Switching between Git branches to test two distinct feature ideas often results in a fragmented workflow. You might be tempted to commit half-baked changes just to switch contexts, or struggle to differentiate between stable code and ongoing experiments. Claude Code’s worktree integration offers a more robust solution, enabling you to maintain separate, active development environments for each experiment directly within your project. This allows you to keep your main branch or one feature branch checked out in your primary terminal, while simultaneously running another experiment in an isolated Claude Code worktree.
The power of this approach lies in leveraging Claude Code’s claude CLI with the --worktree flag. When you initiate a Claude Code session targeting a specific directory that serves as your worktree, Claude Code meticulously associates all its configurations, context, and agent memory with that particular worktree. This isolation is fundamental: modifications within one worktree’s Claude Code session—whether code edits, tool configurations, or even the agent’s conversational history—remain completely independent of other sessions. By running claude multiple times, each directed to a distinct worktree directory, you achieve true parallel experimentation.
To implement this, begin by creating dedicated directories for your worktrees. Assuming your main project resides in my-project, and you’re experimenting with feature A and feature B, you would create subdirectories like my-project/feature-a and my-project/feature-b. Utilize Git’s worktree command to check out the respective feature branches into these new directories. Subsequently, launch separate Claude Code sessions for each experiment.

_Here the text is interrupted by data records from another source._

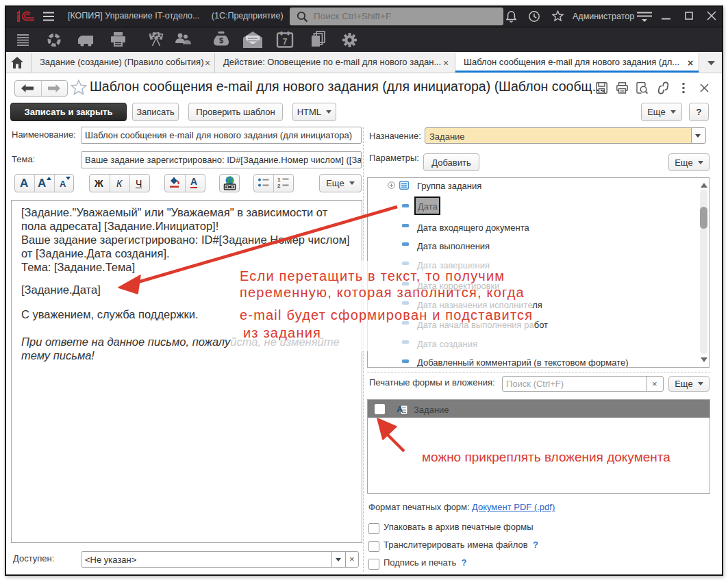  Describe the element at coordinates (279, 186) in the screenshot. I see `svg-text: 2` at that location.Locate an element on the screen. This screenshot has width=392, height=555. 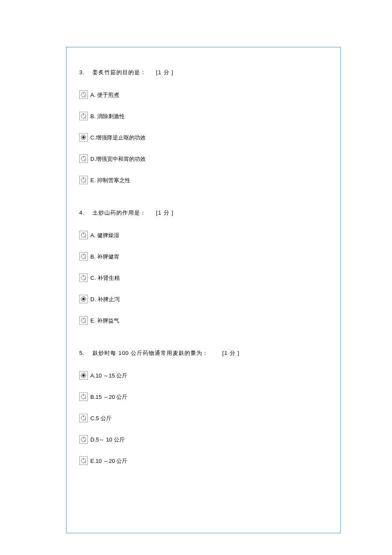
option-a: A. 便于煎煮 is located at coordinates (204, 95).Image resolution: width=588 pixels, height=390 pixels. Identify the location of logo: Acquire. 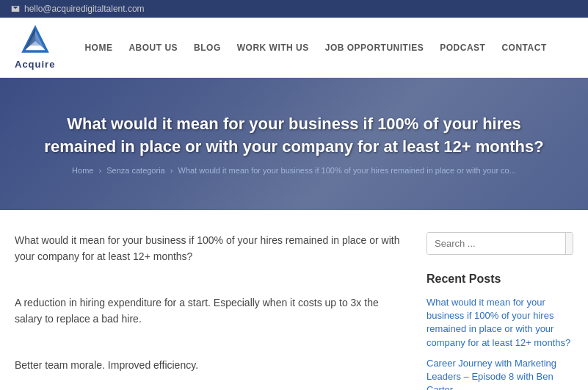
(35, 47).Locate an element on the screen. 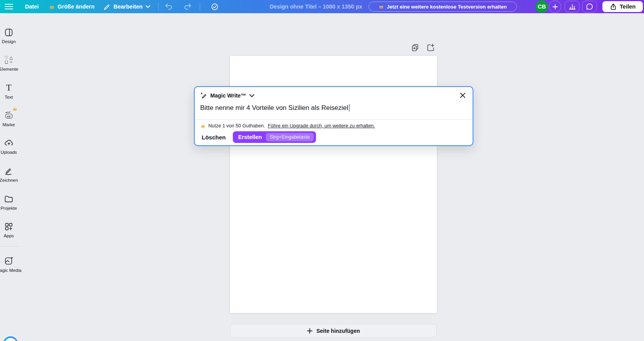 The width and height of the screenshot is (644, 341). sidebar-item-brand: co Marke is located at coordinates (9, 119).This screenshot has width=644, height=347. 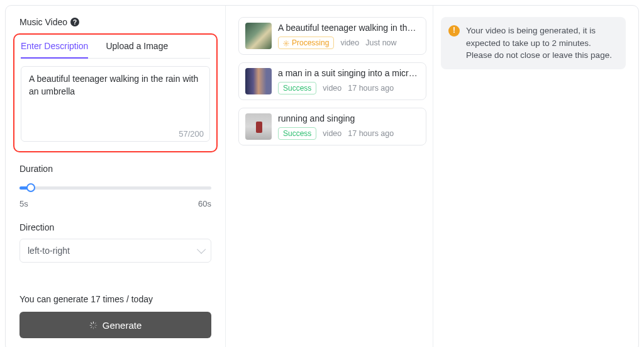 I want to click on generate-label: Generate, so click(x=122, y=325).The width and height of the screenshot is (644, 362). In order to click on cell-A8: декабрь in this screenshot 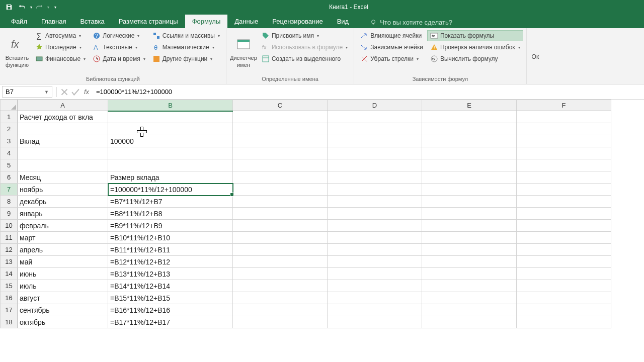, I will do `click(63, 202)`.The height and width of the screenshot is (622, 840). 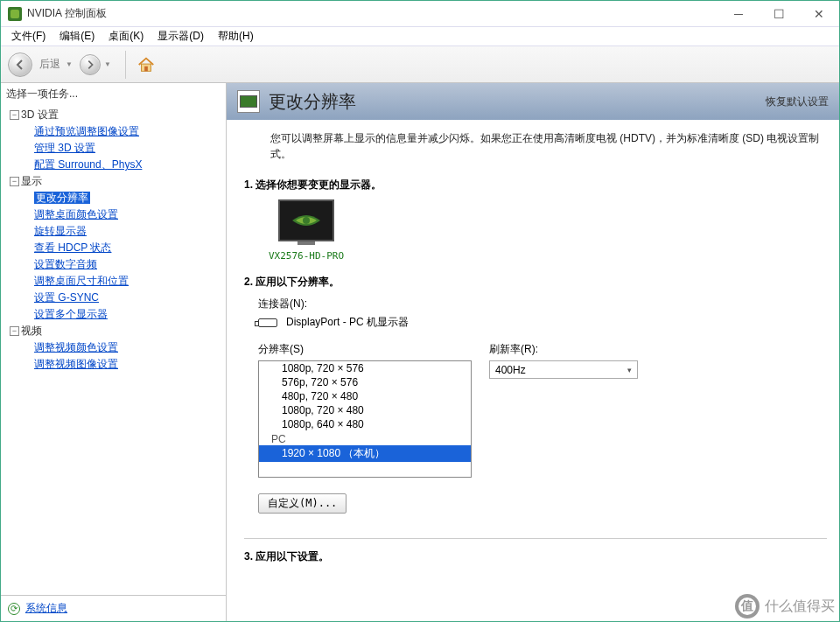 I want to click on forward-history-dropdown: ▼, so click(x=108, y=65).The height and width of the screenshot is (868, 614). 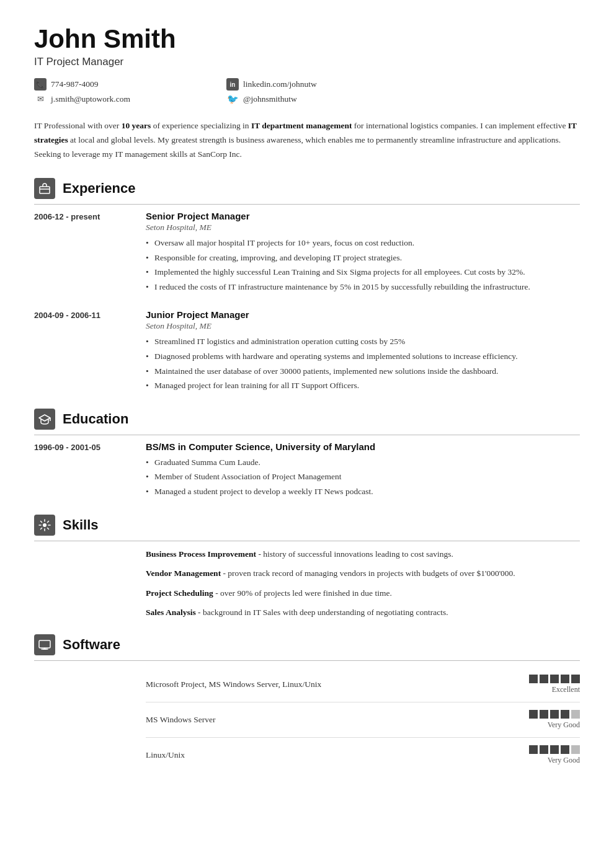 What do you see at coordinates (45, 525) in the screenshot?
I see `skills-icon` at bounding box center [45, 525].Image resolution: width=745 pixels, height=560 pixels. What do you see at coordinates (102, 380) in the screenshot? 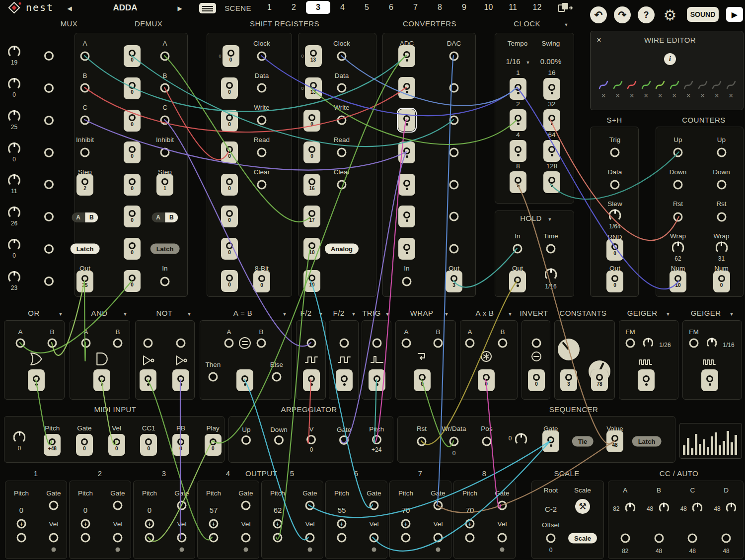
I see `and-out-jack` at bounding box center [102, 380]. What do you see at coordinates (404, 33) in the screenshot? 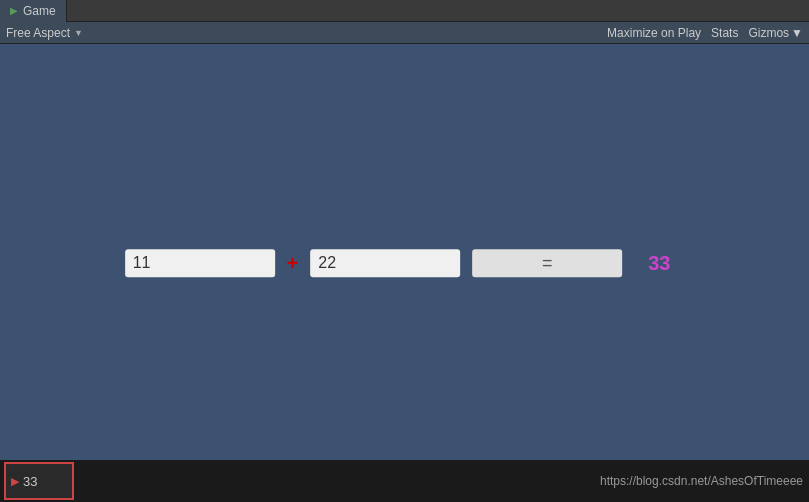
I see `toolbar: Free Aspect ▼ Maximize on Play Stats Giz…` at bounding box center [404, 33]. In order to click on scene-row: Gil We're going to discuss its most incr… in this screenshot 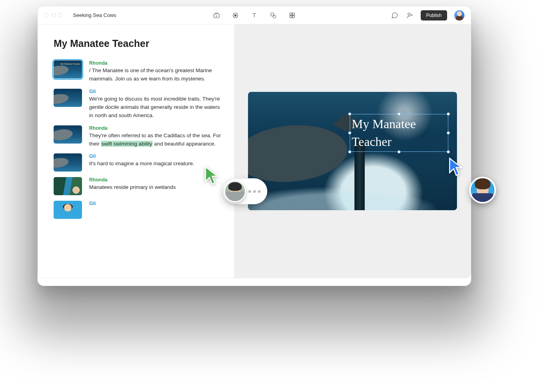, I will do `click(138, 104)`.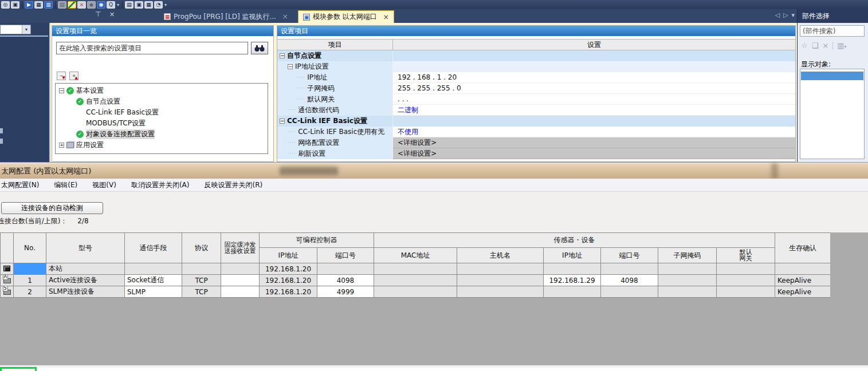 Image resolution: width=868 pixels, height=371 pixels. Describe the element at coordinates (65, 186) in the screenshot. I see `menu-edit: 编辑(E)` at that location.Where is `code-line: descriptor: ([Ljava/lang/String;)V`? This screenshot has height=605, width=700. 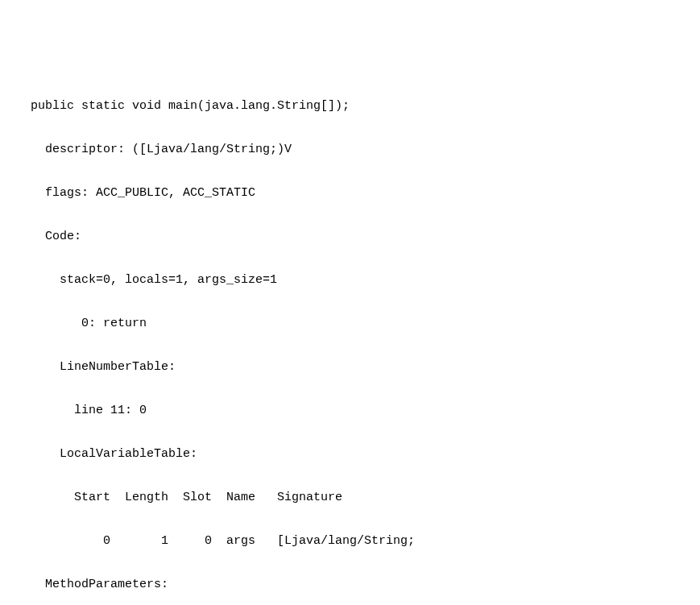 code-line: descriptor: ([Ljava/lang/String;)V is located at coordinates (350, 150).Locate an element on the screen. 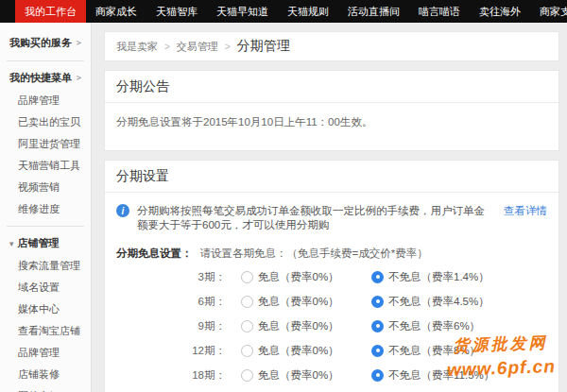 The width and height of the screenshot is (567, 392). sidebar-item-domain-settings: 域名设置 is located at coordinates (45, 287).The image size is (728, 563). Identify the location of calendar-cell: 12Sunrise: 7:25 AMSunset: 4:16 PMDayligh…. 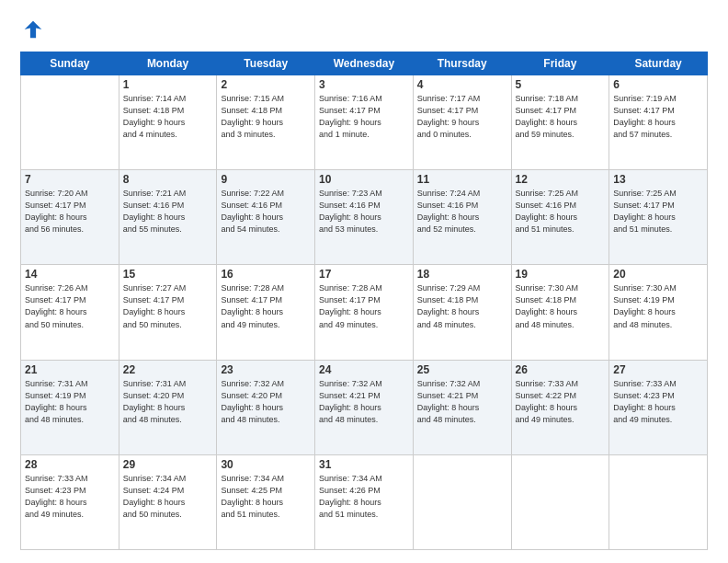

# Navigate to your primary project directory
cd my-project
# Create separate Git worktrees for each feature branch
git worktree add feature-a feature-a-branch
git worktree add feature-b feature-b-branch
# Launch Claude Code for the first experiment in its dedicated worktree
claude --worktree feature-a
# In a *separate terminal window*, launch Claude Code for the second experiment
claude --worktree feature-b
A crucial limitation to acknowledge is that while Claude Code isolates individual sessions and their immediate contexts, fundamental Git repository configurations, such as those in .git/config, are shared across all worktrees. Consequently, changes to global Git settings could unintentionally impact every worktree. Furthermore, dependency management can introduce complexity if each worktree necessitates entirely different dependency versions. You’ll need to ensure your build and development tooling are configured to correctly resolve dependencies within each isolated worktree environment.
Try it: Create a new Git worktree for a dummy branch, then launch claude --worktree <your-new-worktree-dir> in a separate terminal and observe the isolated session.